Aim of the exercise - Copy every entry exactly.

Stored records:

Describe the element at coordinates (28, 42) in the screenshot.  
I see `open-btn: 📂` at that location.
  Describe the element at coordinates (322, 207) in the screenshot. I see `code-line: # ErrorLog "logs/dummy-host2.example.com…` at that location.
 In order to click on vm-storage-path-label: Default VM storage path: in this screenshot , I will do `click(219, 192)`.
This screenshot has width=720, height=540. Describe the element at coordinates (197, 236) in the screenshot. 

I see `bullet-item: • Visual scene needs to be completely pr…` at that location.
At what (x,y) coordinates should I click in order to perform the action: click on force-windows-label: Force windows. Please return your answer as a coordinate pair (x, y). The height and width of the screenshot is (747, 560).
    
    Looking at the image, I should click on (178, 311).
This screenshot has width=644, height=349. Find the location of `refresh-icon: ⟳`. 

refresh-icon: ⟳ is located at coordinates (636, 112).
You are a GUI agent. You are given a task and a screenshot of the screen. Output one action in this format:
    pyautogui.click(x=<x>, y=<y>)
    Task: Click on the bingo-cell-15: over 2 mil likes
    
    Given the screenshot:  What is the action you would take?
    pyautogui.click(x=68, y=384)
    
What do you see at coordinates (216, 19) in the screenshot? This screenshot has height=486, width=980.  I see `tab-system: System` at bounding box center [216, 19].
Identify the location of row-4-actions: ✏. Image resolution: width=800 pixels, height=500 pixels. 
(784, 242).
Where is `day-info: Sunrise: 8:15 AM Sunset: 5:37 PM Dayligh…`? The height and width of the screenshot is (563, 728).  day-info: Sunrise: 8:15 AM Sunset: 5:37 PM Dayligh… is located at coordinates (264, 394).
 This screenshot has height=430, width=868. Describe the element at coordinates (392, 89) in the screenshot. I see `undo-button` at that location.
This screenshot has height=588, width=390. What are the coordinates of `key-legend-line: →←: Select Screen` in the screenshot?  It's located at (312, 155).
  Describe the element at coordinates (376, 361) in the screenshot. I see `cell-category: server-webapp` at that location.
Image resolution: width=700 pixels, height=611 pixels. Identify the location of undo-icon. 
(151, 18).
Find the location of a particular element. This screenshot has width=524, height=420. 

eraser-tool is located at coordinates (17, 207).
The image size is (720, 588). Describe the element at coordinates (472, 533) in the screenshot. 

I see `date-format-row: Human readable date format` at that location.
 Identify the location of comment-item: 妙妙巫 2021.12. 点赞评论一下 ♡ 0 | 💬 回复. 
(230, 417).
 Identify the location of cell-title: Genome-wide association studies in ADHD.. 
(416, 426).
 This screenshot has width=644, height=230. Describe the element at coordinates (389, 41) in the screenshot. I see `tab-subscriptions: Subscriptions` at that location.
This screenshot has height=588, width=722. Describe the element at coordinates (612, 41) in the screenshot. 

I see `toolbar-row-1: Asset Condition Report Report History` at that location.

Result -
Describe the element at coordinates (28, 42) in the screenshot.  
I see `open-btn: 📂` at that location.
  Describe the element at coordinates (322, 207) in the screenshot. I see `code-line: # ErrorLog "logs/dummy-host2.example.com…` at that location.
 In order to click on vm-storage-path-label: Default VM storage path: in this screenshot , I will do `click(219, 192)`.
This screenshot has width=720, height=540. Describe the element at coordinates (197, 236) in the screenshot. 

I see `bullet-item: • Visual scene needs to be completely pr…` at that location.
At what (x,y) coordinates should I click in order to perform the action: click on force-windows-label: Force windows. Please return your answer as a coordinate pair (x, y). The height and width of the screenshot is (747, 560).
    
    Looking at the image, I should click on (178, 311).
This screenshot has width=644, height=349. Find the location of `refresh-icon: ⟳`. 

refresh-icon: ⟳ is located at coordinates (636, 112).
You are a GUI agent. You are given a task and a screenshot of the screen. Output one action in this format:
    pyautogui.click(x=<x>, y=<y>)
    Task: Click on the bingo-cell-15: over 2 mil likes
    
    Given the screenshot:  What is the action you would take?
    pyautogui.click(x=68, y=384)
    
What do you see at coordinates (216, 19) in the screenshot? This screenshot has height=486, width=980.  I see `tab-system: System` at bounding box center [216, 19].
Identify the location of row-4-actions: ✏. Image resolution: width=800 pixels, height=500 pixels. 
(784, 242).
Where is `day-info: Sunrise: 8:15 AM Sunset: 5:37 PM Dayligh…`? The height and width of the screenshot is (563, 728).  day-info: Sunrise: 8:15 AM Sunset: 5:37 PM Dayligh… is located at coordinates (264, 394).
 This screenshot has height=430, width=868. Describe the element at coordinates (392, 89) in the screenshot. I see `undo-button` at that location.
This screenshot has height=588, width=390. What are the coordinates of `key-legend-line: →←: Select Screen` in the screenshot?  It's located at (312, 155).
  Describe the element at coordinates (376, 361) in the screenshot. I see `cell-category: server-webapp` at that location.
Image resolution: width=700 pixels, height=611 pixels. Identify the location of undo-icon. 
(151, 18).
Find the location of a particular element. This screenshot has width=524, height=420. 

eraser-tool is located at coordinates (17, 207).
The image size is (720, 588). Describe the element at coordinates (472, 533) in the screenshot. 

I see `date-format-row: Human readable date format` at that location.
 Identify the location of comment-item: 妙妙巫 2021.12. 点赞评论一下 ♡ 0 | 💬 回复. 
(230, 417).
 Identify the location of cell-title: Genome-wide association studies in ADHD.. 
(416, 426).
 This screenshot has width=644, height=230. Describe the element at coordinates (389, 41) in the screenshot. I see `tab-subscriptions: Subscriptions` at that location.
This screenshot has height=588, width=722. Describe the element at coordinates (612, 41) in the screenshot. 

I see `toolbar-row-1: Asset Condition Report Report History` at that location.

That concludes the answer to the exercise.